There's a lot of power to be made when you can rev to 13-16k RPM.
There's not nearly the same kind of torque you have with a big car engine but then again, the bike does not need it so the trade-off is OK.
If you could feasibly rev a 2JZ engine to something like 13k-16k, you could make a lot of power for the displacement you have available. But you would have to sacrifice torque and your engine would be built with some serious unobtanium parts. Of course, the physics of that are not possible for mass produced machines.
Bikes can do it because the piston speed is slower. Compared to a 2J, a 600cc bike's stroke is almost half. Do the piston speed calculations at a typical bike RPM. Let's say 13k.
2JZ: 86 mm stroke = 122.3 feet/sec
600RR: 42.5 mm stroke = 60.4 feet/sec
1000RR: 55.1 mm stroke = 78.3 feet/sec
To get a 2J down to similar piston speeds, you have to bring it down to around 7500RPM (70.5 feet/sec), which is of course a typical limit most people rev their engines to. At their respective RPM limits, a 600cc engine, a 1000cc engine, and a 2JZ are all in the same ball park of piston speeds. So in other words, they are working with the best that physics and materials used allow but the bikes have close to twice the RPM with which to make power.
I don't pretend to be an engineer and understand all the dynamics of safe operating limits and I don't know figures for typical max safe piston speeds but you see what I'm getting at. I'm sure there are many other important factors like important head design. Also, don't forget that we're talking about sport bikes which are tuned and built very strong, power wise, as they are from the factory. Bikes generally do not see the same gains you would see in a car from basic mods. Consider that even for sports cars, they are not as race focused as a sport bike (unless we're talking exotics and then even still). With a sport bike, you get an engine that is pretty peaky (compared to maybe a more standard motorcycle) in an effort to make max power, light weight relative to other bikes, suspension adjustability you would pay thousands of dollars for in a car, and tires that are more performance oriented than you would find on a car. The kind of performance and race track manners you get from a bike off the showroom floor, you would have to spend a lot of money on a car.
So, in these ways, bikes are very advanced technologically and mechanically speaking. In other ways, cars have been ahead of bikes for years and still are. I'm talking about things like engine management and other electronics. Sport bikes only started using electronic fuel injection systems in the early 2000s. ABS, Traction control, and other electronic aids are the new wave in sport bikes right now. How long have cars had these things been commonplace in cars?
It's a lot of apples to oranges, really.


→ **TASK REQUIREMENTS**:
Locate the line that contains "Image is 644x311 pixels." in the entries below, then repeat it and every following line through the line that contains "Image is 868x419 pixels.", exactly, and no others.

%%

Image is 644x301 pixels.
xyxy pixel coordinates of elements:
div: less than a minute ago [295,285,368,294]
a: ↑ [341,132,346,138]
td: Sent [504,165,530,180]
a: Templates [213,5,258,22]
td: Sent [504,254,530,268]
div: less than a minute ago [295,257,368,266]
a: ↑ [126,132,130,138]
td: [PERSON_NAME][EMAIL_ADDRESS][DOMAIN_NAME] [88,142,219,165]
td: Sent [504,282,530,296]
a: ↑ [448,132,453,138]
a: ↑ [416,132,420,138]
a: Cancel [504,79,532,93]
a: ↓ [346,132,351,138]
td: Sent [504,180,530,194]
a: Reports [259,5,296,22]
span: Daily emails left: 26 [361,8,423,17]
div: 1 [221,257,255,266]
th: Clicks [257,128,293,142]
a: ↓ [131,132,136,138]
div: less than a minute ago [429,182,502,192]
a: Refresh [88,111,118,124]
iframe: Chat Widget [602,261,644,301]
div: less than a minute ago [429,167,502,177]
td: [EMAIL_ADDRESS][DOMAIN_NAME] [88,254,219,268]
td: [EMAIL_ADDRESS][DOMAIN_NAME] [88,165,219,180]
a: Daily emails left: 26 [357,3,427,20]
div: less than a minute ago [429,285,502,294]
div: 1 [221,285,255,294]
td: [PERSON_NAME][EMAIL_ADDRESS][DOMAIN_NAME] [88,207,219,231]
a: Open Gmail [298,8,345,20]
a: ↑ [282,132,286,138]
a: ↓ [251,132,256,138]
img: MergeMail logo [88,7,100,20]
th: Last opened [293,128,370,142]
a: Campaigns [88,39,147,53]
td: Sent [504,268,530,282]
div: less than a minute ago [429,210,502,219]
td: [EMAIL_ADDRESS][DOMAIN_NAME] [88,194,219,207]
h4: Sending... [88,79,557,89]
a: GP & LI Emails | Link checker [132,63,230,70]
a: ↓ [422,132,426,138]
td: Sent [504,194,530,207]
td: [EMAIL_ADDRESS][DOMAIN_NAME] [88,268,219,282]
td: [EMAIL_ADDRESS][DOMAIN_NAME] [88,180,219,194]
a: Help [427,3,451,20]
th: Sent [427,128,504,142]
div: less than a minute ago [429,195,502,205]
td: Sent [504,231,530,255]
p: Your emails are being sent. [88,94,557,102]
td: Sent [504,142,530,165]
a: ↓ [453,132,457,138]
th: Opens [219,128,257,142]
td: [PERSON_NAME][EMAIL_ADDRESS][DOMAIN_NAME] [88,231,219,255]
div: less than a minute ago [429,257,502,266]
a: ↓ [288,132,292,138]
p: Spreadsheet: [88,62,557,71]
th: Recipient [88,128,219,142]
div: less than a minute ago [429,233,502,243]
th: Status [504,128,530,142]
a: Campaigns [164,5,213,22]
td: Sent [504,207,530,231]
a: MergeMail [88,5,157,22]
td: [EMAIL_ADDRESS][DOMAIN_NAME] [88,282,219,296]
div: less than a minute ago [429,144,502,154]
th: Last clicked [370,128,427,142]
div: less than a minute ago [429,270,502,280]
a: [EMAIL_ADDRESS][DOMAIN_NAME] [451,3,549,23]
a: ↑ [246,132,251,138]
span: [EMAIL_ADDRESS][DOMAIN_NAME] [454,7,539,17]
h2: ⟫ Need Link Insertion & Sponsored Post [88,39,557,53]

%%
%%

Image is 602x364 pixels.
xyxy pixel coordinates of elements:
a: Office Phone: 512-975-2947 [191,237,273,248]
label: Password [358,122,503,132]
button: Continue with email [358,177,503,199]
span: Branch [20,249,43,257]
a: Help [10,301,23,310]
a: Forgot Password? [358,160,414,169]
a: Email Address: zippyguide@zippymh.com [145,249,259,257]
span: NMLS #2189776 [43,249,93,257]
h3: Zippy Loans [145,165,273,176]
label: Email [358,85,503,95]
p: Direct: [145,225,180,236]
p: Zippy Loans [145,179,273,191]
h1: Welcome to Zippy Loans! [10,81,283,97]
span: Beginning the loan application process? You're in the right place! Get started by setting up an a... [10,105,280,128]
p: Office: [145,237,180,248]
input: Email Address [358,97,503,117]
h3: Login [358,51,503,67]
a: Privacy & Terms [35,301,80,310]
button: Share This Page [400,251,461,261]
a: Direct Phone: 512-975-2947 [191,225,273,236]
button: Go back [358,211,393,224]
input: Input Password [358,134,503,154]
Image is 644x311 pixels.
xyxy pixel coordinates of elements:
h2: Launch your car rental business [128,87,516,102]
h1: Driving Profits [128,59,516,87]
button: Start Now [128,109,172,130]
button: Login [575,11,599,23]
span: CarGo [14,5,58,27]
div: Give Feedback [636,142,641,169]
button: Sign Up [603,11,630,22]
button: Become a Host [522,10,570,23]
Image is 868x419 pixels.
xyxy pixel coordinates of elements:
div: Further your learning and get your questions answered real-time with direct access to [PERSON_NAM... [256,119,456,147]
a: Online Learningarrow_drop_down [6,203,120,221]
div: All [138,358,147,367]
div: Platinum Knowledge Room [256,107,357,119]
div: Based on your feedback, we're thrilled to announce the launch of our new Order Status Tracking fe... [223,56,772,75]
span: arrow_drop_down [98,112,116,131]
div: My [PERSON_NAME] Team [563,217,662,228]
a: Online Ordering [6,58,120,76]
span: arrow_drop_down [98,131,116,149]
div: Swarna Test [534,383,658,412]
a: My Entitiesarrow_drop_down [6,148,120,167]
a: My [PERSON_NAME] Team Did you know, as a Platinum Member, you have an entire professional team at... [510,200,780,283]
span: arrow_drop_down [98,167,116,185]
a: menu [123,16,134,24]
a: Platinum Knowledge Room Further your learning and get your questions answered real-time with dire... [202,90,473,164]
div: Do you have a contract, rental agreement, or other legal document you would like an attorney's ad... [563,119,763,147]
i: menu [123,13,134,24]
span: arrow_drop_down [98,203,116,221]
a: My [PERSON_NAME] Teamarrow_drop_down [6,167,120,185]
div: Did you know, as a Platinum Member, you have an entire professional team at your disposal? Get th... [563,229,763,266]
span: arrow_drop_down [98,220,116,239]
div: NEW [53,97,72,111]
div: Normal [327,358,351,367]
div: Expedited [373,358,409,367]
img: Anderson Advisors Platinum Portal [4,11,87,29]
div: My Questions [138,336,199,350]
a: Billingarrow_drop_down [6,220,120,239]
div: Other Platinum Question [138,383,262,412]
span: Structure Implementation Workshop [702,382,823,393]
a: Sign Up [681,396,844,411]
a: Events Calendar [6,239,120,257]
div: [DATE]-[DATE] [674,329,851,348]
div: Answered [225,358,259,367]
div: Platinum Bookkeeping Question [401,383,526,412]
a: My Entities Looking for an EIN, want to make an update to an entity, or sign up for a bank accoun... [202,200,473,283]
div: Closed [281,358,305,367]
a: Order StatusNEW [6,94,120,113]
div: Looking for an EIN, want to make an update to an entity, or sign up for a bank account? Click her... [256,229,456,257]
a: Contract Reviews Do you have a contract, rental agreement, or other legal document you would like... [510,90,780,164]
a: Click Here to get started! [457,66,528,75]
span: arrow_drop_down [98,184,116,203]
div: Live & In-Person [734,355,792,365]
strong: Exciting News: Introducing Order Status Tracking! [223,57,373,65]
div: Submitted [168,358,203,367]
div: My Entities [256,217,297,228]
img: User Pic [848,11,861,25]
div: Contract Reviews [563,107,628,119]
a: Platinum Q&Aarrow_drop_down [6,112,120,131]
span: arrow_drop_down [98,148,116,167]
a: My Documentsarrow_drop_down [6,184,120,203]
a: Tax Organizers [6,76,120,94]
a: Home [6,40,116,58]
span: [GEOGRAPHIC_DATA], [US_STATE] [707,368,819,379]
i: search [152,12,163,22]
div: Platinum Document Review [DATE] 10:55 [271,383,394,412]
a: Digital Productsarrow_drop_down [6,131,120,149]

%%
%%

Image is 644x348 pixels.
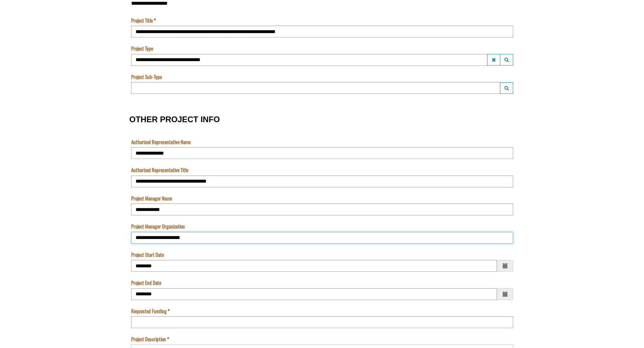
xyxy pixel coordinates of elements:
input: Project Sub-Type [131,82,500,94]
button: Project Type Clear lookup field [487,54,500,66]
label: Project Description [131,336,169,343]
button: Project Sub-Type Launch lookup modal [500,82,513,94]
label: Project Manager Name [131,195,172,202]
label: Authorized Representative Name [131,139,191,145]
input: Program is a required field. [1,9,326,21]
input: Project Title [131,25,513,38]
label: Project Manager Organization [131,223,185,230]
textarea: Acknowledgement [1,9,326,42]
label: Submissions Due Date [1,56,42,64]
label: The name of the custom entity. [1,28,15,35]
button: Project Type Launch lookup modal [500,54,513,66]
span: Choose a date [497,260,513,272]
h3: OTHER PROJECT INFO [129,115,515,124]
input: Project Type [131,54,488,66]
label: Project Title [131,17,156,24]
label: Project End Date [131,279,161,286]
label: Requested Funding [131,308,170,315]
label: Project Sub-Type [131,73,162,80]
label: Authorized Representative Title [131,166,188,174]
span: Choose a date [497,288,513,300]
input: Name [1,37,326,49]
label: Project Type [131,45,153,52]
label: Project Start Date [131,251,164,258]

%%

→ **SOLVED PROBLEM**:
Image is 644x311 pixels.
xyxy pixel coordinates of elements:
h2: Launch your car rental business [128,87,516,102]
h1: Driving Profits [128,59,516,87]
button: Start Now [128,109,172,130]
button: Login [575,11,599,23]
span: CarGo [14,5,58,27]
div: Give Feedback [636,142,641,169]
button: Sign Up [603,11,630,22]
button: Become a Host [522,10,570,23]
Image is 868x419 pixels.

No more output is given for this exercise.